Elixir Stream-based streaming

ClaudeAgentSdkTs.stream!("Tell me a story")
|> Stream.each(&IO.write/1)
|> Stream.run()

Working Directory

Set the working directory for file operations:

# Create files in a specific directory
{:ok, response} = ClaudeAgentSdkTs.chat(
  "Create a file called hello.txt with 'Hello World!'",
  cwd: "/path/to/directory",
  max_turns: 3
)

Sessions with Abort Support

Use Session for multi-turn conversations with the ability to abort in-flight requests:

alias ClaudeAgentSdkTs.Session

# Start a session
{:ok, session} = Session.start_link()

# Start a long-running task in another process
task = Task.async(fn ->
  Session.chat(session, "Write a very detailed essay about climate change")
end)

# Abort after a few seconds if needed
Process.sleep(2000)
Session.abort(session)

# The task will return {:error, :aborted}
case Task.await(task) do
  {:ok, response} -> IO.puts(response)
  {:error, :aborted} -> IO.puts("Request was aborted")
end

# Sessions use SDK session management for conversation context
{:ok, _} = Session.chat(session, "My name is Alice")
{:ok, response} = Session.chat(session, "What's my name?")
# Claude will remember: "Your name is Alice"

# Get the current session ID
session_id = Session.get_session_id(session)

# Reset to start a fresh conversation
Session.reset(session)

# Clean up
Session.stop(session)

The abort/1 function leverages the TypeScript SDK's AbortController to properly cancel the underlying HTTP request to the Claude API.

Architecture

┌─────────────────────────────────────────────────────────┐
│                    Elixir Application                    │
├─────────────────────────────────────────────────────────┤
│  ClaudeAgentSdkTs                                        │
│  - chat/2, stream/3, stream!/2                          │
├─────────────────────────────────────────────────────────┤
│  ClaudeAgentSdkTs.PortBridge (GenServer)                 │
│  - Erlang Port to Node.js                                │
│  - JSON message passing via stdin/stdout                 │
│  - TypeScript logs piped through Elixir Logger           │
├─────────────────────────────────────────────────────────┤
│  Node.js Bridge (priv/node_bridge)                       │
│  - Wraps @anthropic-ai/claude-agent-sdk                  │
│  - Handles streaming and tool calls                      │
└─────────────────────────────────────────────────────────┘

Authentication

The SDK supports multiple authentication methods. You can configure authentication via Elixir config (recommended) or environment variables.

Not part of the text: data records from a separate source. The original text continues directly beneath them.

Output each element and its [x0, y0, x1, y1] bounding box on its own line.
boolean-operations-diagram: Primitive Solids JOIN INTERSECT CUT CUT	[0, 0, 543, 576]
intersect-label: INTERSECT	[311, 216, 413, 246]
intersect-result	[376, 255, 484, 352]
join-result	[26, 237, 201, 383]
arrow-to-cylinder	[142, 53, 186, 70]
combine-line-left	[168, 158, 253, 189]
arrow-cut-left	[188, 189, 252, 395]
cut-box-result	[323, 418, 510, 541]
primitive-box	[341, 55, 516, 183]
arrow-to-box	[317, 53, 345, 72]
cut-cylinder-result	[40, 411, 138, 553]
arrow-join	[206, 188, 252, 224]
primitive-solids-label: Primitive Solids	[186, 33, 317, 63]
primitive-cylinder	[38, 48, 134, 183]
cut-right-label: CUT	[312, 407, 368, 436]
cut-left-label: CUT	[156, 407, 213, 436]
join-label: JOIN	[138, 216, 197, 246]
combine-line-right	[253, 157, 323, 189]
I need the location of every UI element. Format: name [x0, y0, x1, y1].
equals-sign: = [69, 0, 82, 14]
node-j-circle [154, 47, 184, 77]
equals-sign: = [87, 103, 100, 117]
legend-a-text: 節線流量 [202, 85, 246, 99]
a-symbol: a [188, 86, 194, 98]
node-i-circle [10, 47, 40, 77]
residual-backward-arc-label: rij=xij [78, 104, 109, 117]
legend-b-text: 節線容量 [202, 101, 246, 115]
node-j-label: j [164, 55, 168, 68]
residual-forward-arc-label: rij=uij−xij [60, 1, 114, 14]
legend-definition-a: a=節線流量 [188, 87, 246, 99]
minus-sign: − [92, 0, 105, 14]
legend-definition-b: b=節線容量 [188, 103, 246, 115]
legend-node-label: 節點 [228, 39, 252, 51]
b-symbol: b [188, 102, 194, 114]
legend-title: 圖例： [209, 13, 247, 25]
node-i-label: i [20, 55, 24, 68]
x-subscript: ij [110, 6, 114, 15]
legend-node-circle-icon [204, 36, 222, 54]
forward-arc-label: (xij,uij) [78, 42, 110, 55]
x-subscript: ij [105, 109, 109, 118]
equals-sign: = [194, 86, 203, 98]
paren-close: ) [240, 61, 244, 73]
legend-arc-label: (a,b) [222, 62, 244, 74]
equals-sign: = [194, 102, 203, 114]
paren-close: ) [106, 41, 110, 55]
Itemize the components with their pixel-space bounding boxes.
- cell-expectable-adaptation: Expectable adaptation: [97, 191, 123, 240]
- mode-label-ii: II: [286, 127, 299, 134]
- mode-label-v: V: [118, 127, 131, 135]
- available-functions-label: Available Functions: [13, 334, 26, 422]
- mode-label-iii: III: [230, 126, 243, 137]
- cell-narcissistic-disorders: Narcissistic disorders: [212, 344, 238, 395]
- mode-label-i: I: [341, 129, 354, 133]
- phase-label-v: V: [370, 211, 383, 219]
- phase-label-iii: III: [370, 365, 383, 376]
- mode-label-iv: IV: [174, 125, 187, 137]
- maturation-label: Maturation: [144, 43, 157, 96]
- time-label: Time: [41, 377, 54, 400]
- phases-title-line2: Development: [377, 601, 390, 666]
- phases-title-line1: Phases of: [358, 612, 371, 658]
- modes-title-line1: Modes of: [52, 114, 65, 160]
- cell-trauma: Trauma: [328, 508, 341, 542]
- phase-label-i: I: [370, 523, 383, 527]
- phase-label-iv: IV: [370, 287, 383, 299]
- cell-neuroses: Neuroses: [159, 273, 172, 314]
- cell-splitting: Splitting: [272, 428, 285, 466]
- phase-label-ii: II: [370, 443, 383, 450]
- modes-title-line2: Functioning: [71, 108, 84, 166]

Option 1: AWS Bedrock (Recommended)

Configure in your config/config.exs:

config :claude_agent_sdk_ts,
  use_bedrock: true,
  aws_profile: "your-aws-profile",
  aws_region: "us-east-1"

Or via environment variables:

export CLAUDE_CODE_USE_BEDROCK=1
export AWS_PROFILE=your-aws-profile
export AWS_REGION=us-east-1

AWS credentials are detected from standard locations:

  1. AWS config files (~/.aws/credentials and ~/.aws/config)
  2. Environment variables (AWS_ACCESS_KEY_ID, AWS_SECRET_ACCESS_KEY)
  3. IAM roles (EC2, ECS, Lambda)

Option 2: API Key

Configure in your config/config.exs:

config :claude_agent_sdk_ts,
  api_key: "sk-ant-..."

Or via environment variable:

export ANTHROPIC_API_KEY=sk-ant-...

Option 3: OAuth (Claude Code CLI)

Without Bedrock or API key config, the SDK uses OAuth tokens from Claude Code CLI.

  1. Install Claude Code CLI: npm install -g @anthropic-ai/claude-code
  2. Authenticate: claude /login
  3. Tokens are stored in ~/.claude/.credentials.json

Note: OAuth tokens expire periodically. If you get a 401 authentication_error, run claude /login to refresh.

Development

Running Tests

mix test

Manual Node.js Setup

If you need to manually install Node.js dependencies:

mix node.install

Building TypeScript

The TypeScript bridge is automatically rebuilt when source files change. To manually rebuild:

cd priv/node_bridge
npm run build

Debug Logging

Enable debug logging to see communication between Elixir and Node.js:

Logger.configure(level: :debug)

This will show:

License

MIT License - see LICENSE file for details.